Young Social Entrepreneurs and Global Change Discussion
Resource Info Edit
|
|
||||||||||||||||||||||||||||
Network [Add] · [List] · [Visualize]
Connected with 0 organizations
Connected with 3 people
Connected with 0 resources
Connected with 0 jobs
Connected with 0 events
Connected with 0 wikipages
Areas of Focus [Edit]
About [Edit]
Three hundred young leaders assembled last week at an Americans for Informed Democracy mini-summit in New York City to discuss Social Entrepreneurship and Global Change. The general consensus was that the recent growth of social venture capital, micro-finance, non-profit tech companies, and other forms of social entrepreneurship was opening up exciting new opportunities for young people to do well and do good at the same time.
One participant called it a way for our generation to fulfill our desire for "all-at-onceness" - a drive to have both a good, dependable job and a meaningful social impact on the world around us.

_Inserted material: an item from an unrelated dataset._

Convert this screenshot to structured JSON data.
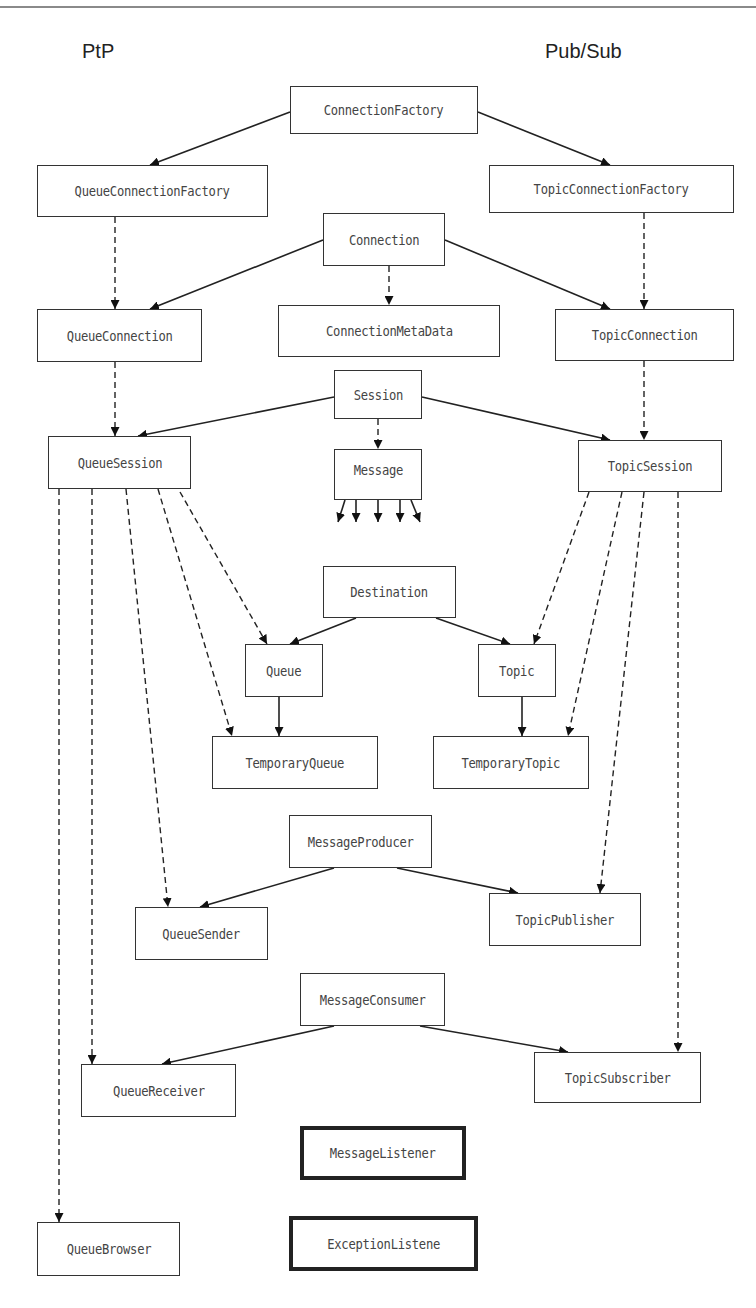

While participants overwhelmingly believed social entrepreneurship offered innovative new ways to do good, some had concerns about the field. There was a lot of debate about whether the drive for social change might get lost as social entrepreneurship becomes more institutionalized. A lot of participants were particularly concerned about whether corporate social responsibility was just noise and good publicity without real impact and whether cause marketing was actually distracting people from the policy change at the center of many of today's most troubling inequalities.
One participant called it a way for our generation to fulfill our desire for "all-at-onceness" - a drive to have both a good, dependable job and a meaningful social impact on the world around us.
While participants overwhelmingly believed social entrepreneurship offered innovative new ways to do good, some had concerns about the field. There was a lot of debate about whether the drive for social change might get lost as social entrepreneurship becomes more institutionalized. A lot of participants were particularly concerned about whether corporate social responsibility was just noise and good publicity without real impact and whether cause marketing was actually distracting people from the policy change at the center of many of today's most troubling inequalities.


The humanitarian efforts of peope like Warren Buffet , George Soros , Bill Gates all accomplished money bags reinforces the connectedness of enterpreneurship and humanitarian transformation.
We the next generation equally need the right empowerment financially and otherwise to sustain our visions.
If the mind is committed to a cause, no amount of luxury can derail it.